November 29, 2019 - 10:51am

Kudos to Sir Richard Evans, distinguished historian of the Third Reich and expert witness in the famous Deborah Lipstadt trial in 2000. Lipstadt had called David Irving a “holocaust denier.” Irving sued for defamation and lost. Evans’ testimony was crucial in Lipstadt’s victory.

Given all this, it was disappointing to many when Evans tweeted out that he was going to support Labour notwithstanding the “cancer of anti-Semitism that has infected” it. This ill-judged tweet met with a howl of outrage. Was Evans really saying that a little bit of Jew hatred was a price worth paying for an otherwise anti-austerity and Remain agenda? Anthony Julius nailed it when he wrote in the New Statesman:

“British Jews have heard for some weeks now the argument that the anti-Semitism is all very unfortunate; it is limited (to the leader, to a small fraction in the party enabled by him); there are bigger issues (Brexit, austerity, etc). There is even an implication that it is a little parochial — perhaps even, selfish — of Jews to insist on their own special suffering, their own local fears, in these times of national crisis. So what if the party is contaminated by Jew hatred if it is also the party that will save the country?”
- Anthony Julius

It would be terribly easy to hunker down after such criticisms and try to justify your mistake. But Evans was a bigger person than that. Yesterday he responded:

“Back from a visit to Germany to find Anthony Julius’s persuasive open letter to me in the New Statesman. As much as Corbyn’s lamentable failure to apologise in his TV interview, or the intervention of the Chief Rabbi, this has persuaded me to change my mind and not vote Labour.”
- Sir Richard Evans

So, given the question of anti-Semitism, is it immoral to vote Labour?

There are many of us who admire Labour’s economic policies. And one rarely, if ever, has the chance to vote for a party that gets things 100% right as we see it. Indeed, don’t we all have to weigh up the things we like about a particular party against the things we don’t like, as Richard Evans originally did? And perhaps if you don’t think Labour really is institutionally anti-Semitic — a few bad apples etc — then it might be OK to undertake this sort of calculation.

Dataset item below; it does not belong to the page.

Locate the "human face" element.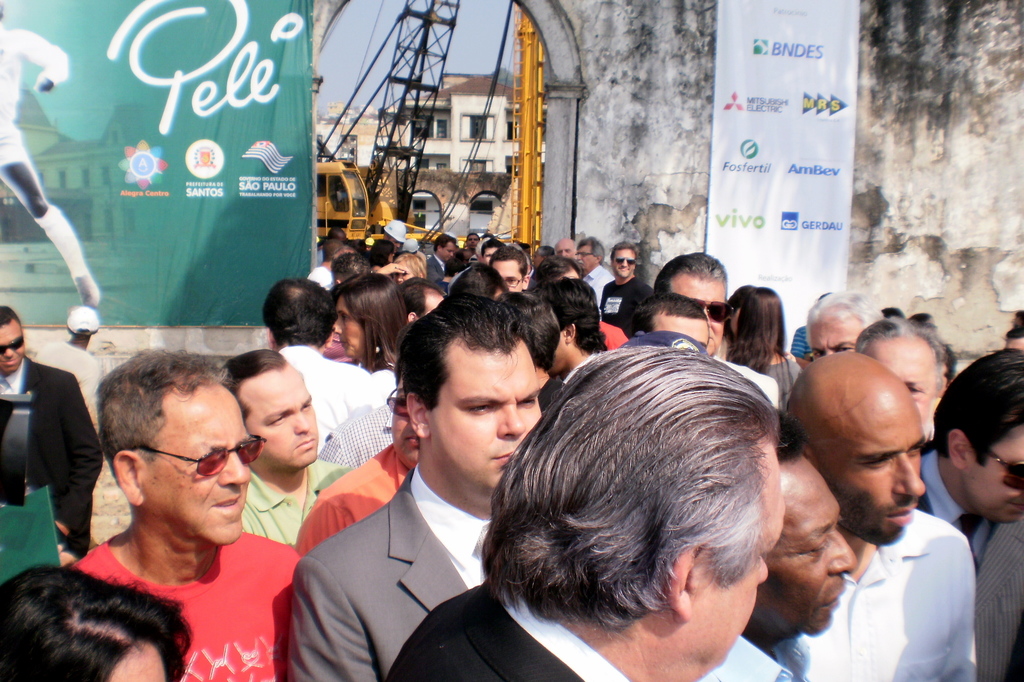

But if what we see in the Labour Party is something more than that, if what we see are perfect conditions for the oldest and most resilient of hatreds to re-invent itself, and given an alibi by nestling alongside otherwise admirable policies, then Julius is surely right. We cannot think of it as simply one consideration among others. Many don’t believe that this is where we are at. But if it is true, as many Jews believe (and so do I) that the Labour Party has now become an incubator for the hatred of Jews, then yes, it would be immoral to vote Labour.


Giles Fraser is a journalist, broadcaster and Vicar of St Anne’s, Kew.